LePage has vetoed Medicaid expansion seven times during his two terms.

LePage had said in his veto message to the Legislature that the state needed to come up with a long-term way to fund the expansion and not depend on one-time gimmicks. The bill he vetoed would have funded expansion with surplus revenue and money from the state’s tobacco settlement fund. In his message, LePage also criticized those who supported the ballot measure for not writing a funding method into the citizen-backed law.

However, the Maine Supreme Judicial Court could alter the expansion picture next week, when it hears arguments in a challenge brought by advocates who want to force the governor to file an expansion plan with the federal government.

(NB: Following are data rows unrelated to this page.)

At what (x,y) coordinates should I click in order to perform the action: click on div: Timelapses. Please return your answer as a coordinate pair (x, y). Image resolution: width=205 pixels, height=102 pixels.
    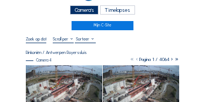
    Looking at the image, I should click on (117, 10).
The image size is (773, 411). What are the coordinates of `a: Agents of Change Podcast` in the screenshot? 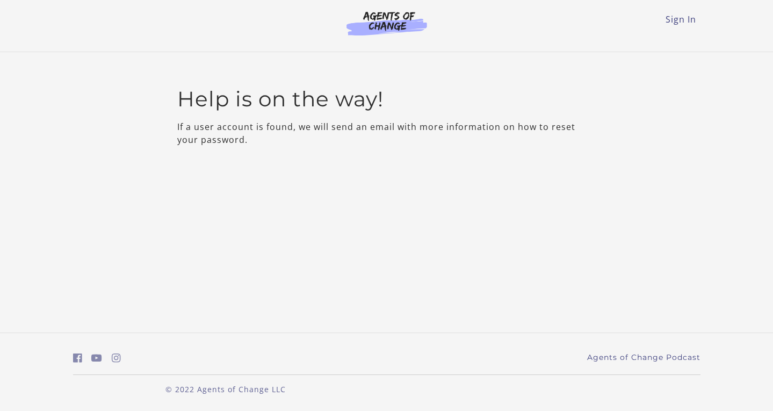 It's located at (644, 357).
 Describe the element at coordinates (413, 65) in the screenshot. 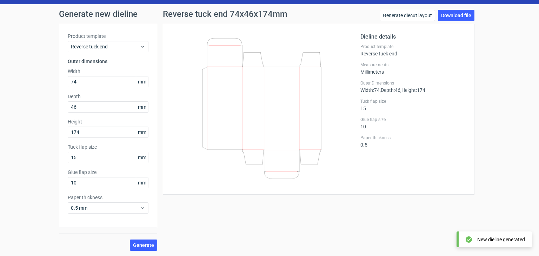

I see `label: Measurements` at that location.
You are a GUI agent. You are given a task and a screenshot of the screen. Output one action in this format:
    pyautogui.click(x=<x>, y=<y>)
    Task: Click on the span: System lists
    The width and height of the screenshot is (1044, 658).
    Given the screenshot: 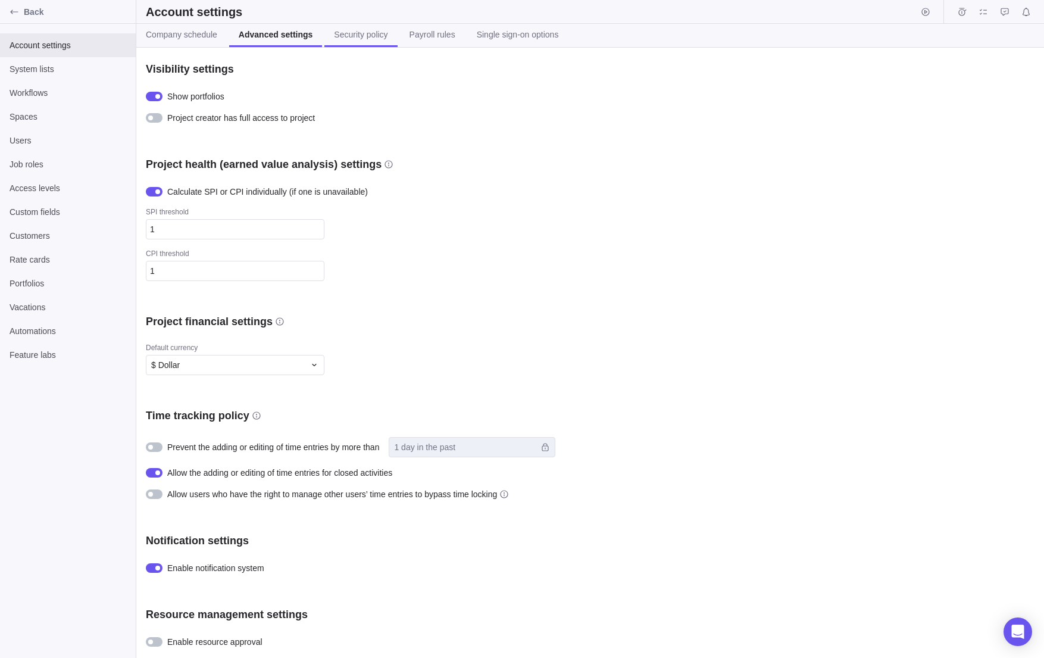 What is the action you would take?
    pyautogui.click(x=68, y=69)
    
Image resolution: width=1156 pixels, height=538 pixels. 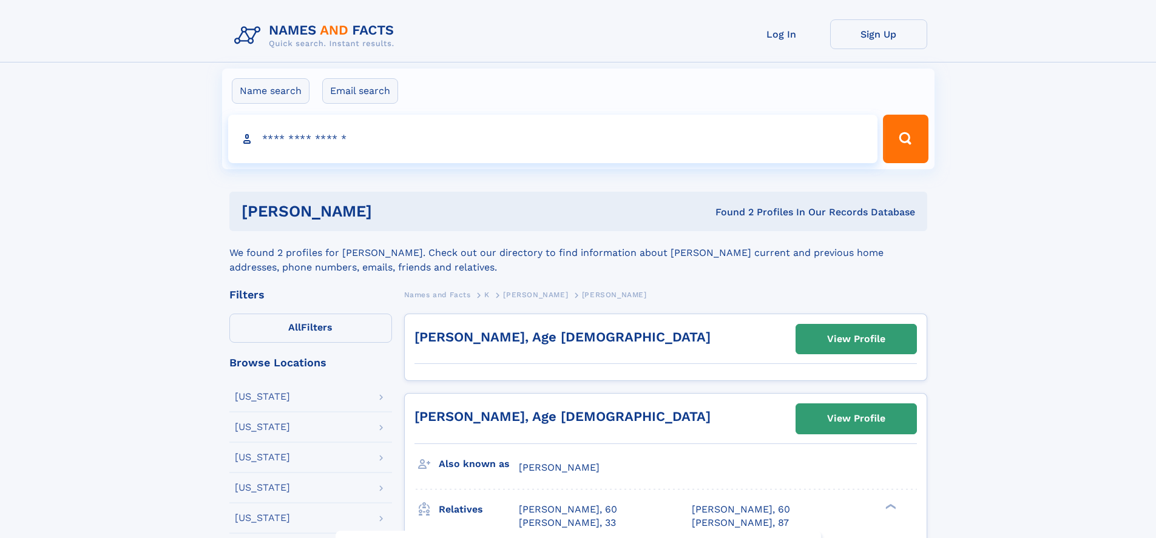 What do you see at coordinates (311, 363) in the screenshot?
I see `div: Browse Locations` at bounding box center [311, 363].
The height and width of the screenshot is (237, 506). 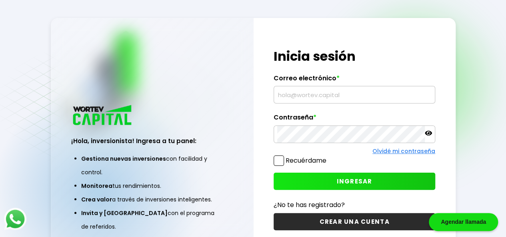 I want to click on h1: Inicia sesión, so click(x=354, y=56).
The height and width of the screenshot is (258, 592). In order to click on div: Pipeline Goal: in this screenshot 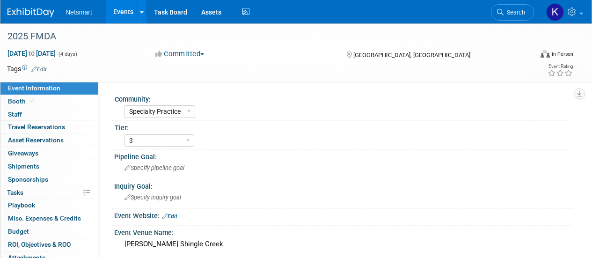, I will do `click(344, 155)`.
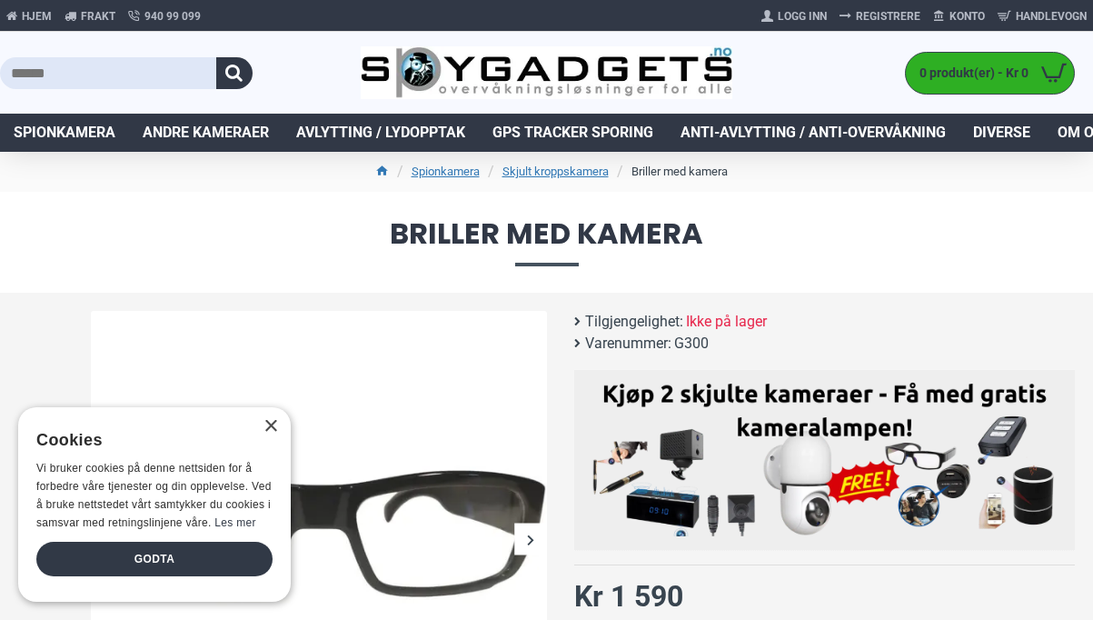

Conservative Republicans stood with the governor in Monday’s 85-58 vote, which fell short of the two-thirds majority needed to overturn his veto of a bill allotting $60 million to help fund a law that 59 percent of voters approved at referendum in 2017.

The governor’s obligation to move forward with expansion is the focus of the hearing before the Supreme Judicial Court next week. Justices will take up a lawsuit that pits advocates for expansion against the administration, which has argued that it cannot implement the law without funding approved by the Legislature.

It remains uncertain whether the state’s highest court will force LePage to file a plan for expansion with the federal Centers for Medicare and Medicaid Services as prescribed for under the Affordable Care Act.

LePage said lawmakers can’t fund expansion with new taxes. He’s now suggesting hospital taxes could cover expansion.